England · Ruin
Old Sarum Castle
Old Sarum Castle is an 11th-century motte-and-bailey castle built within an older Iron Age hillfort at Old Sarum, Wiltshire. The castle was rebuilt in stone and later expanded with a royal palace, hall, and service buildings; today only earthworks and low stone foundations survive and the site is managed by English Heritage.
Its prime
1215
Today
Ruin
As it stood in 1215
The shape it held in its prime.
A circular motte-and-bailey plan on a raised earthen mound with a broad ditch surrounding the outer bailey; low, pale stone curtain and foundation walls outline buildings around the inner enclosure.
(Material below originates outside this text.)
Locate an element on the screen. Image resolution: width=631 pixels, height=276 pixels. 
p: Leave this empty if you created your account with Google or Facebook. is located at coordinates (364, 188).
The motte (central mound) bears the truncated stone base of a keep and adjacent rectangular foundation blocks of a great hall and service ranges in the southeast quadrant. An eastern approach with a gatehouse and causeway crosses the ditch; interiors are grassy and open atop the earthworks.
Step inside
9 places to explore in 1215.
The record describes 9 distinct spots at Old Sarum Castle — including 3 interiors: the great hall (60-metre long room), sheriff's hall, kitchen and bakehouse range, quarters of eleanor of aquitaine (royal apartments). Create your own photoreal reconstruction and walk through every one — more scenes means more photos, more angles and more rooms of the immersive experience.
Create History
See Old Sarum Castle with the fires lit.
The artist rebuilds it as it stood in 1215 — a photoreal walk that belongs to you alone. Pay with coins, no subscription needed.